While IBM licenses ideas, Ferrari licenses its brand. In 1998 the company acknowledged that nearly half its US$28 million profit came from licensing its name, badge and prancing Italian stallion logo. They call it solde trovati—found money.
Licensing is also a low-risk, low-budget way of exporting. It’s another option when you’re weighing up direct investment—that is, setting up shop overseas—partnering with an overseas distributor, or entering a joint venture.
Valuing your ideas
It’s never cut-and-dried deciding how much your idea is worth. “Intellectual property is worth what someone will pay for it at any given point in time,” says Rowell. “As such any valuation is merely a negotiation tool.”
He also points out that value is relative; it can depend on which stage your project is at. “If you license a product at an early stage of development, the licensee is taking on a higher amount of risk, therefore they’ll want to pay less for the licence,” he says. “On the other hand, if you have a product that’s already designed and proven to work in the New Zealand market, you’re in a strong position.”
Sometimes licensing at an early stage is the best thing to do.

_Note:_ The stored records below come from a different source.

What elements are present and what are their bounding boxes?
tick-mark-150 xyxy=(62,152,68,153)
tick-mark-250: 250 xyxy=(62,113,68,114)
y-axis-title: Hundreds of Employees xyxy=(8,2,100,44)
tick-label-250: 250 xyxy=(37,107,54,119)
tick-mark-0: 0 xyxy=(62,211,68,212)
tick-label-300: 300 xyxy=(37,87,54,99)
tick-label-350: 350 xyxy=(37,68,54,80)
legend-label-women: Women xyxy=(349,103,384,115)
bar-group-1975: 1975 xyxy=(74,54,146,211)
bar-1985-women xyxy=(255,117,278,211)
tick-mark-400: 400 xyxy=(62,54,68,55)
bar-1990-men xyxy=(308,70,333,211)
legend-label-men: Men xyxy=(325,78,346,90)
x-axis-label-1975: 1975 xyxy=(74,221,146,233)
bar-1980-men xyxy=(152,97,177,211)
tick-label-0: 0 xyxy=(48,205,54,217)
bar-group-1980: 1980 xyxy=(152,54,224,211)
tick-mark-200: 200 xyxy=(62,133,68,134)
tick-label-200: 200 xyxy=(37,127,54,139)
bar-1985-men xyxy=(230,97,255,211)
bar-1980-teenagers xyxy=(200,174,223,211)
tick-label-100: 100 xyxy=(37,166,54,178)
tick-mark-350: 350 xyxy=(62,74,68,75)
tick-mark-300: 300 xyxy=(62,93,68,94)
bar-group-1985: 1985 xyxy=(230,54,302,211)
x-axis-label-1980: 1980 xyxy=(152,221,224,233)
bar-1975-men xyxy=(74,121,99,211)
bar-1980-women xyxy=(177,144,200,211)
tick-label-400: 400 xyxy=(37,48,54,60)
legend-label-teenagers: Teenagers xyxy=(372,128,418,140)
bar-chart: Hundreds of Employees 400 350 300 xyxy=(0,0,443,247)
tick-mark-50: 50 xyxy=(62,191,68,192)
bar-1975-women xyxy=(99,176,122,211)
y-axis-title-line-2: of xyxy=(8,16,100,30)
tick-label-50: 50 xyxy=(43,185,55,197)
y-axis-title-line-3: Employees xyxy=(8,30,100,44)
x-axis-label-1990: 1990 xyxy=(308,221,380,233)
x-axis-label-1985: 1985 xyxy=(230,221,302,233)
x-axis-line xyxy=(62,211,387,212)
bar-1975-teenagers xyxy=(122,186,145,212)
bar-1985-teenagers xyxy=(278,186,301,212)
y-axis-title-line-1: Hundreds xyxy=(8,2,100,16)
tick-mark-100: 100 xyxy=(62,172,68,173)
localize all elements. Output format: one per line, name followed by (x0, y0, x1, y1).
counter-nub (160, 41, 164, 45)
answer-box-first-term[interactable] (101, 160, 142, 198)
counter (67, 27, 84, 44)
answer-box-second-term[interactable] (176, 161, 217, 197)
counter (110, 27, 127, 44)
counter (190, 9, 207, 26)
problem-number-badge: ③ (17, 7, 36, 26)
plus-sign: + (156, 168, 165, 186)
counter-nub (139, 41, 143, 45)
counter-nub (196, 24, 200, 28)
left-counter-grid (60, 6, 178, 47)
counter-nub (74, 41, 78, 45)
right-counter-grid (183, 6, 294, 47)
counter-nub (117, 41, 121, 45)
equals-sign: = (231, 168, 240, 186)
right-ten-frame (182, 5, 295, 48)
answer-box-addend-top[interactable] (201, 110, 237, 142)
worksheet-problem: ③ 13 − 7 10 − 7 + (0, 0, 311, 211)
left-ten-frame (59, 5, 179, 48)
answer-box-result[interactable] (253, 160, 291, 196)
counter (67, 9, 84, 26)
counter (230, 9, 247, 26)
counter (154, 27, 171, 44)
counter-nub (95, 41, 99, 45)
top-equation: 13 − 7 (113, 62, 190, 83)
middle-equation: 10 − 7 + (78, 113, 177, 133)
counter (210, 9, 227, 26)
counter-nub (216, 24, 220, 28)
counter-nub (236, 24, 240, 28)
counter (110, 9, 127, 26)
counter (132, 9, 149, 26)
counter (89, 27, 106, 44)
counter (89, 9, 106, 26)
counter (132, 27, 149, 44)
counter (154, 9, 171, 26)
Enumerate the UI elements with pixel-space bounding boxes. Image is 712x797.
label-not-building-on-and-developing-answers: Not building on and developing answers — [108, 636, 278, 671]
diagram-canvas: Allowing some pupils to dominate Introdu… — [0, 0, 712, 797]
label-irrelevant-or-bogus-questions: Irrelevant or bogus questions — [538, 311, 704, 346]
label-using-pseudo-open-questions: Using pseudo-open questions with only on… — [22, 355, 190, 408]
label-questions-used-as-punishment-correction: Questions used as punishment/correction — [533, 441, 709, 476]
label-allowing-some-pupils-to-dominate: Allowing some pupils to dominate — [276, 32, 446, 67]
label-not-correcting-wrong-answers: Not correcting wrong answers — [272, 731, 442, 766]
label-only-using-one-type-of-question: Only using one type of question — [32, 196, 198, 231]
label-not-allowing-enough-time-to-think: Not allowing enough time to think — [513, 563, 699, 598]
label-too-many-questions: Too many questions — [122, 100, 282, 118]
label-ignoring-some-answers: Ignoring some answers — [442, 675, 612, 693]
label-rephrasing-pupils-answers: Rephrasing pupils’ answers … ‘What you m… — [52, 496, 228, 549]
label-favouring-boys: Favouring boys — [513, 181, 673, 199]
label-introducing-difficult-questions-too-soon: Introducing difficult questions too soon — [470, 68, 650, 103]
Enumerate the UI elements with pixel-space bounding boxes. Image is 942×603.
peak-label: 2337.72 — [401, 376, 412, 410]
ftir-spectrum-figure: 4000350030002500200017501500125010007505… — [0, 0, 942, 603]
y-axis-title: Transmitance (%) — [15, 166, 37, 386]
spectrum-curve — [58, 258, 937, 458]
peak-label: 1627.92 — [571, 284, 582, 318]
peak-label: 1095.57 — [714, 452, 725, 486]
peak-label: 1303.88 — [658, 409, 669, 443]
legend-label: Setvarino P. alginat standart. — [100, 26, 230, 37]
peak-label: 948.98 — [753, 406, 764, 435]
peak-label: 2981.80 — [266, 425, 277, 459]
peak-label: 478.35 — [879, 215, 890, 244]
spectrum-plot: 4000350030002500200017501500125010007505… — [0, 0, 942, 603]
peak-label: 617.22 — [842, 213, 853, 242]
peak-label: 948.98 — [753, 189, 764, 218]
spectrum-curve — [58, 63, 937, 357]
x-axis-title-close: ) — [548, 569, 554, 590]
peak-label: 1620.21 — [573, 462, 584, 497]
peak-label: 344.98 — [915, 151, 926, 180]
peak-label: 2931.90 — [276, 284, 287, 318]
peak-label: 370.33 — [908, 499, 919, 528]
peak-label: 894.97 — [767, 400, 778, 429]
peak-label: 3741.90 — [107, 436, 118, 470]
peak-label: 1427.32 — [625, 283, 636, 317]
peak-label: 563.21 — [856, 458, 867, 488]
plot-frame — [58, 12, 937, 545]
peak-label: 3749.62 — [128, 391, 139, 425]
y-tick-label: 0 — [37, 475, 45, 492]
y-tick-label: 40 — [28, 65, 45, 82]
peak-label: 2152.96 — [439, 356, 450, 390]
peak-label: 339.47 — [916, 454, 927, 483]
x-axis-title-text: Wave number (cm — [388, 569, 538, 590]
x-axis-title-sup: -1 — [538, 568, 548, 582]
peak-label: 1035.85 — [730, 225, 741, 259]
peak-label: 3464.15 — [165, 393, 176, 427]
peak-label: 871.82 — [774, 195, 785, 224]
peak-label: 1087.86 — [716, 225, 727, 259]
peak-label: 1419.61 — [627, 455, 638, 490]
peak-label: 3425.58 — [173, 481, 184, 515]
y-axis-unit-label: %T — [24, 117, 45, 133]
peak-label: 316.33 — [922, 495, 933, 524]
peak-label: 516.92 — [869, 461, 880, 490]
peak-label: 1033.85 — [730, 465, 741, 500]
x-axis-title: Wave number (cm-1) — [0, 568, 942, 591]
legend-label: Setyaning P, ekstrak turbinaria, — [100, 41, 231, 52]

Hazel mentions the biotech industry as an area where early licensing can move things along. “You’ve got 10 or 20 employees working on a very specific area, for instance the coating on a tablet,” he says. “It’s worth nothing until you put something inside the tablet. But they can license it to a big company, which can then use the coating in their pipeline.” It could be described as outsourcing R&D in specific areas.
What can you license?
Rowell points out the prerequisites for licensing. “A licence is a right to do something that you can’t do otherwise,” he says. If you don’t have particular rights to an idea, people don’t need a licence to use it. So it’s important to know what it is that you’re licensing.
So what can you license?
A patented piece of intellectual property. For instance, Procter & Gamble owns nearly 30,000 patents, but only ten percent are used in P&G products. The rest are turned into income through licensing.
A trademark. Ferrari’s famous name and logo appear on cigarette lighters, watches and even computers, thanks to lucrative licensing agreements.
A character. Modern licensing began with Mickey Mouse (or at least Disney, Inc) licensing his likeness for toys and clothing.
Trade secrets. Think of the recipes for Coke and KFC. Rowell says this kind of IP is the hardest to protect—and also the most lucrative.
A design. Formway licenses its Life chair design around the world—only possible because the chair’s design was completely different from other chair designs and therefore could be patented.